Can the media continue to help free the wrongfully convicted?
The battle to free someone wrongly convicted of a crime can be long and arduous. Typically, it is waged by attorneys and journalists, with a supporting cast of family members, innocence advocates and others willing to go the distance to help someone who is locked away for years or even decades.
The case of Dale Helmig of Missouri is an example.
Convicted and imprisoned for the 1993 murder of his mother, Norma, Helmig was freed last December after Dekalb County Missouri Circuit Court Judge Warren McElwain found “clear and convincing evidence” of his innocence. But Helmig might well still be in prison—if it had not been for the tenacious efforts of investigative reporters in Missouri and elsewhere in the country.
Ironically, the kind of journalism that helped free Helmig is threatening to disappear, as pressures mount on newsrooms around the country.
Journalists were not the only players in the 15-year battle that began with Helmig’s conviction in 1996. A pro bono legal team which managed to enlist the help of a regional innocence project as well as Helmig’s brother Richard were also instrumental.

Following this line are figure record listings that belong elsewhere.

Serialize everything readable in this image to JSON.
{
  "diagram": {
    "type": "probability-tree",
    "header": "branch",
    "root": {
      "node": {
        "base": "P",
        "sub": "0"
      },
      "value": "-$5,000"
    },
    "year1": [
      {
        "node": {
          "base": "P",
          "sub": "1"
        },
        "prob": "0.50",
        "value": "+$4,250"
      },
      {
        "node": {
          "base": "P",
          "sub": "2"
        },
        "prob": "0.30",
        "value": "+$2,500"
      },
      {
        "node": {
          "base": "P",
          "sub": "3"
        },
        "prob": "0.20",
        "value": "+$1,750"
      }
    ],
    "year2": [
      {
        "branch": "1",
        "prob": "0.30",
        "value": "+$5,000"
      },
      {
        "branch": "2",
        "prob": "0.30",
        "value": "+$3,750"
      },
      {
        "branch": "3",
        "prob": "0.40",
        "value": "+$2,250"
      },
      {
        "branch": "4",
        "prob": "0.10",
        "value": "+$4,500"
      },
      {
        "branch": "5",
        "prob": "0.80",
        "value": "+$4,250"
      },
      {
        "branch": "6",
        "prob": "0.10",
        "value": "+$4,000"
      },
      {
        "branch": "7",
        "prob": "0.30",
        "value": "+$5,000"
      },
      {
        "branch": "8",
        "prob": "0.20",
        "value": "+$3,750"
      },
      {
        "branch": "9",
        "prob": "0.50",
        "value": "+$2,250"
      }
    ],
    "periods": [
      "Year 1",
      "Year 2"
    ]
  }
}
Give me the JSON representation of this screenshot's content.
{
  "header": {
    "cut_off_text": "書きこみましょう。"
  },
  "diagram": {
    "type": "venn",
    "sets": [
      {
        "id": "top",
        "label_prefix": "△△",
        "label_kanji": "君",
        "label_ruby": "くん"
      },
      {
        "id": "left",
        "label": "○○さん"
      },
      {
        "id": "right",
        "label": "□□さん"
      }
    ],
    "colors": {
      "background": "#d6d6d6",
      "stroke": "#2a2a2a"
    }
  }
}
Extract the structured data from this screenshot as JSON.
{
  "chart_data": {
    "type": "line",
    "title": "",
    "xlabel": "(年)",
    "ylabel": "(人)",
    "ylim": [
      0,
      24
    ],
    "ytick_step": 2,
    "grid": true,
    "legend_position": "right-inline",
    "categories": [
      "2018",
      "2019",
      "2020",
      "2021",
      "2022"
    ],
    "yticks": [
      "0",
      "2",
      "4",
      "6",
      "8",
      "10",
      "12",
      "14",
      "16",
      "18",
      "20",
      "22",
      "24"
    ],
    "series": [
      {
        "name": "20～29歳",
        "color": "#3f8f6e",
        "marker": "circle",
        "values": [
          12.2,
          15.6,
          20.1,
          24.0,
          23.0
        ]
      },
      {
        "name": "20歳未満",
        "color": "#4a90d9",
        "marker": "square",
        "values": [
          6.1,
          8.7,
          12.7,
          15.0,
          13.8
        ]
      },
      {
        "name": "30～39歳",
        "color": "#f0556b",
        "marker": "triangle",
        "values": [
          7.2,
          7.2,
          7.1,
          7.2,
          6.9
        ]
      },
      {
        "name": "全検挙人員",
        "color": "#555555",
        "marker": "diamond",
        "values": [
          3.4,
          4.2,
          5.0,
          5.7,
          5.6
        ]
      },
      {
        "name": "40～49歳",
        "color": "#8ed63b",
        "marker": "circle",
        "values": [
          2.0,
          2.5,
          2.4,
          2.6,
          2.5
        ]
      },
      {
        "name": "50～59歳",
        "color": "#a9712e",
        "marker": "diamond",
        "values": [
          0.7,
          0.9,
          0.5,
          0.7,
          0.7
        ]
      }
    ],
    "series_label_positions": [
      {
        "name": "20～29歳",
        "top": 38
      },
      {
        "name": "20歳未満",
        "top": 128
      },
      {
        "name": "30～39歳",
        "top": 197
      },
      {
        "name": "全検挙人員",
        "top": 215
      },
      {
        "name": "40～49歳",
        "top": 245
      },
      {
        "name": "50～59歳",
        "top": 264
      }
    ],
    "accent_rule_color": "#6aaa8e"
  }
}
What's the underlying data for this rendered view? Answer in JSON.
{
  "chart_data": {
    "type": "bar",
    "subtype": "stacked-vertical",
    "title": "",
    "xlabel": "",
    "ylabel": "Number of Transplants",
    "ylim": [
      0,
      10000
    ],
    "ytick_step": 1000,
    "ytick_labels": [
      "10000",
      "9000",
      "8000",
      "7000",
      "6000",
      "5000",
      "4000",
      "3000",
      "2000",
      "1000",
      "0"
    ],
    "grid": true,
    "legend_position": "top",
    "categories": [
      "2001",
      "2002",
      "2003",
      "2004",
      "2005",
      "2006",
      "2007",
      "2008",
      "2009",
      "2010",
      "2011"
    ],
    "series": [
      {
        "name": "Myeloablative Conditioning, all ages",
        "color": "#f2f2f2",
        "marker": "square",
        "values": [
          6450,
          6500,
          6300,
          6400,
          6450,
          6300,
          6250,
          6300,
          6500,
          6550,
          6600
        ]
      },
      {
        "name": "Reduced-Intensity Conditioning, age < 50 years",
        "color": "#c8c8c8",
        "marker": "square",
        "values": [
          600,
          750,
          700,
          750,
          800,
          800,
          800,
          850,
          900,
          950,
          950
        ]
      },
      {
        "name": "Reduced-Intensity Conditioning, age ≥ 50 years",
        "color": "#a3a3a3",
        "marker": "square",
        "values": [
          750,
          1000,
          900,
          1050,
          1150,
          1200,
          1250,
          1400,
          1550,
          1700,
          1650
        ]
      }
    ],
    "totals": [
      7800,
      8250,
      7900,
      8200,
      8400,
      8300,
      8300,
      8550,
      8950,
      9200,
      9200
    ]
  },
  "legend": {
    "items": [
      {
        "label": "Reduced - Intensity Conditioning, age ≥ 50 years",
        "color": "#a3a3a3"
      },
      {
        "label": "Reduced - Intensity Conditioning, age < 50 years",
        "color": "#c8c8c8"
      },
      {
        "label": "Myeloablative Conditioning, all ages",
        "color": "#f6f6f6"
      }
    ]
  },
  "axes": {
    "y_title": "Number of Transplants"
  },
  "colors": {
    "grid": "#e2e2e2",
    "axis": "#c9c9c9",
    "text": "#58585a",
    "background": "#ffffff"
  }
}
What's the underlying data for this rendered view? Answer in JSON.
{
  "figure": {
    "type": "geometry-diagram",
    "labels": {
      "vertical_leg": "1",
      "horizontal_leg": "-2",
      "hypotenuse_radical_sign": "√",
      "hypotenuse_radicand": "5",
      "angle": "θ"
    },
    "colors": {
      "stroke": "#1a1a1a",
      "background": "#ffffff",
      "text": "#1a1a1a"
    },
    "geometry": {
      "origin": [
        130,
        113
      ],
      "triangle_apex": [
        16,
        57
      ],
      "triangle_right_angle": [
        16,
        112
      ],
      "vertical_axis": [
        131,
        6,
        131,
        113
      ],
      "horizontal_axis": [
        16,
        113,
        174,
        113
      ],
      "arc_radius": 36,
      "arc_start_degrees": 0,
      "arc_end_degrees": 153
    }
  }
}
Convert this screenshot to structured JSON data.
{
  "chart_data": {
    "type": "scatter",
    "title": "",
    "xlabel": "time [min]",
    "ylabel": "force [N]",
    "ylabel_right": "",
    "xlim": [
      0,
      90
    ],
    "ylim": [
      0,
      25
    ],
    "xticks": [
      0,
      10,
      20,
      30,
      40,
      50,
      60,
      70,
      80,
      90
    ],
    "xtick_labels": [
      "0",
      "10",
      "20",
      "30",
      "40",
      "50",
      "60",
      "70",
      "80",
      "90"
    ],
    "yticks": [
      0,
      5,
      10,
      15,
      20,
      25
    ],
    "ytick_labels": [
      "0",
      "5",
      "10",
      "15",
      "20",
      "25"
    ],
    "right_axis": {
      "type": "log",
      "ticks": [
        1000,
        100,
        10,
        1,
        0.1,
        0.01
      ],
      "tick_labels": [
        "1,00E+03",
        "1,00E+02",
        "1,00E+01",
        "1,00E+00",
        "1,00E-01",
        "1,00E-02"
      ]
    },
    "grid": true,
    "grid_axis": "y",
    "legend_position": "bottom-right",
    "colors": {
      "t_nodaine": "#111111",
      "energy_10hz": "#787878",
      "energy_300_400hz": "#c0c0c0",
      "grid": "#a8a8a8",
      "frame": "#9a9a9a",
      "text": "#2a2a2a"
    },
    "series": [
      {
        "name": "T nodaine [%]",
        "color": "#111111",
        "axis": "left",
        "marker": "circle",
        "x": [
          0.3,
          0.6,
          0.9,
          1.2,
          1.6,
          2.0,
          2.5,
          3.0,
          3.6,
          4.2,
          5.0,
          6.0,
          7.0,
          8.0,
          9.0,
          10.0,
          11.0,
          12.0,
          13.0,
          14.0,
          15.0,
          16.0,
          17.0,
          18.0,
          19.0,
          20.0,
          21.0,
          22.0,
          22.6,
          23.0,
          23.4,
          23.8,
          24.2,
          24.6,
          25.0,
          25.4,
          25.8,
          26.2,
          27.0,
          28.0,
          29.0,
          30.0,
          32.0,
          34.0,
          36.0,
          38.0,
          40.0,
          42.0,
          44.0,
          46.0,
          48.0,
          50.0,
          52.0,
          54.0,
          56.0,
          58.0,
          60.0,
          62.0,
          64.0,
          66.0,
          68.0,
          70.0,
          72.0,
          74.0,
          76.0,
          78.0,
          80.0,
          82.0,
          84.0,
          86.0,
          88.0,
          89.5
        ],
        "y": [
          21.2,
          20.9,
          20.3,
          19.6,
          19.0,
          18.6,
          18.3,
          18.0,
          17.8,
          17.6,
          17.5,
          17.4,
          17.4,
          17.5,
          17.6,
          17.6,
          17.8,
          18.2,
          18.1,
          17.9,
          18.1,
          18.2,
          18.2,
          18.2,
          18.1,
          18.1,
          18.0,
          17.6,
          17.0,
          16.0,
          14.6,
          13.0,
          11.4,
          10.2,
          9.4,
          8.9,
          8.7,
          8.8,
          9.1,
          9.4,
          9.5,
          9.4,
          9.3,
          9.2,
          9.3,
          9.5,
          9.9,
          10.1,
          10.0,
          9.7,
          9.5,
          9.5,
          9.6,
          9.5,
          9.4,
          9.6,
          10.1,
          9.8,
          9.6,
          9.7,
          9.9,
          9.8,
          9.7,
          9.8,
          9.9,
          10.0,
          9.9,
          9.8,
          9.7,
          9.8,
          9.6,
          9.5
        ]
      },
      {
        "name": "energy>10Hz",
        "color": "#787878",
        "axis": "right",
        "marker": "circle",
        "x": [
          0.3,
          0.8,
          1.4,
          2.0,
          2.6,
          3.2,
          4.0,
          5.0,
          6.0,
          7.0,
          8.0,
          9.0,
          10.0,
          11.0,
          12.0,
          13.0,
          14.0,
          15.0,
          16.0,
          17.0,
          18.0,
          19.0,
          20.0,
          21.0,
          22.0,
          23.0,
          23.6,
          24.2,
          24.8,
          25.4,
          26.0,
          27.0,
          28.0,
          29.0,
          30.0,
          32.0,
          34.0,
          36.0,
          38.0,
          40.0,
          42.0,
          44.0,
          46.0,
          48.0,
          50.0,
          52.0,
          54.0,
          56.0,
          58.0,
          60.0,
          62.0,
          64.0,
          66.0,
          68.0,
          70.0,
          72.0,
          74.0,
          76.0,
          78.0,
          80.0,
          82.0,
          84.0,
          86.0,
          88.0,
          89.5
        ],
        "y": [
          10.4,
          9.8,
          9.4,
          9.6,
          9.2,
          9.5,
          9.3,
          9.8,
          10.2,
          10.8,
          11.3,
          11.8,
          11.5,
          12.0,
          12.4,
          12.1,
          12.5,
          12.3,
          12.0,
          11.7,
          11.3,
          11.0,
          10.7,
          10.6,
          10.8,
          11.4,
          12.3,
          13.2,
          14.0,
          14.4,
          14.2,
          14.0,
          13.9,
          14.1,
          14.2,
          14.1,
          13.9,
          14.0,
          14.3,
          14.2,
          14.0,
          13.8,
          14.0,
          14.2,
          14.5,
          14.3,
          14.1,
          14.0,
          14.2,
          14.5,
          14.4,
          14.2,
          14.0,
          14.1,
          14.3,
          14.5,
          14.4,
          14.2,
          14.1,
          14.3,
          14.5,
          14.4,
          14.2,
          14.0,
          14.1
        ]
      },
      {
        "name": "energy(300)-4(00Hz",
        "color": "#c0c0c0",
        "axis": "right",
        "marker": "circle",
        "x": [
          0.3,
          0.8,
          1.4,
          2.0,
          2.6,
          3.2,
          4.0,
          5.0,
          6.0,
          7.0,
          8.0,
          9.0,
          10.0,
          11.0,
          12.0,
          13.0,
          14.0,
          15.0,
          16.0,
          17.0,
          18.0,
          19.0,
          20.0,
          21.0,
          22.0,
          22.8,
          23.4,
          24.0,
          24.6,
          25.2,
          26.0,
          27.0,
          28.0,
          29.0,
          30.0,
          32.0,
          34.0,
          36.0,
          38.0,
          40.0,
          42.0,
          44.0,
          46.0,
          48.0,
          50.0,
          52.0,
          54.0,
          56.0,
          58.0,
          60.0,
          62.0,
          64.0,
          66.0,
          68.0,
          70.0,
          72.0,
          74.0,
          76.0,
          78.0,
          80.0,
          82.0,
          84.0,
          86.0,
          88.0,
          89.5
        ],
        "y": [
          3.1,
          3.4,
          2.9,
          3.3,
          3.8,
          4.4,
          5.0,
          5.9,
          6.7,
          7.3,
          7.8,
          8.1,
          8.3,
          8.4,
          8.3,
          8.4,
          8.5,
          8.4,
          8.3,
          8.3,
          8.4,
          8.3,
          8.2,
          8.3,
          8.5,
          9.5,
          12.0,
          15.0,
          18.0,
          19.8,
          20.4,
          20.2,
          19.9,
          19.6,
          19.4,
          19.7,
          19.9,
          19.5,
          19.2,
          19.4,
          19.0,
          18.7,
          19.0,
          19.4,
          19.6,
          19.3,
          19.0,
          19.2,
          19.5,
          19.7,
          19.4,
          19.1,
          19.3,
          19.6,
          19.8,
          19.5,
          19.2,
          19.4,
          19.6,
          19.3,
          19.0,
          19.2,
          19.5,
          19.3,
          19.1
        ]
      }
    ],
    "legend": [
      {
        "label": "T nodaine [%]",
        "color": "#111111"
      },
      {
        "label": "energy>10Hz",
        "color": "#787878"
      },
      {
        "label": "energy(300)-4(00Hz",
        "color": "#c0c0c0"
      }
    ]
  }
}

Terry Ganey became aware of Helmig’s plight in the summer of 2005.
Then a reporter for the St. Louis Post-Dispatch, he wrote a three-part series on Dale, published in October. Ganey left the Post-Dispatch shortly afterward, but found the Helmig story so compelling that he promised himself he would continue to write about it whenever possible.
He went on to cover the case for the Columbia, Mo., Daily Tribune from 2005 to 2010, and later as a freelancer for the St. Louis Beacon , an online news site, and the Unterrified Democrat, a newspaper in Helmig’s former home town of Linn, Mo.
“If newspapers do not highlight such injustices, who will?” Ganey said. The press’s highest calling is its watchdog role over what happens in courtrooms,”
Steve Weinberg, a freelance writer, author, and University of Missouri School of Journalism professor, has long encouraged news media coverage of possible wrongful convictions.
Said Weinberg: “Unless journalists get better at covering the justice system, many criminals will continue to go unpunished, free to murder or rape or rob again. So investigating wrongful convictions is not—as perceived by too many police, prosecutors and judges—an assault by soft-on-crime bleeding hearts. Rather, it is an attempt to serve law and order, to improve the administration of justice, and to foster faith in the criminal justice system.”
Overall, however, media resources available for investigative reporting of criminal justice appear to be declining.
The number of stories about possible wrongful convictions is not keeping pace with that of potential cases reported to innocence projects.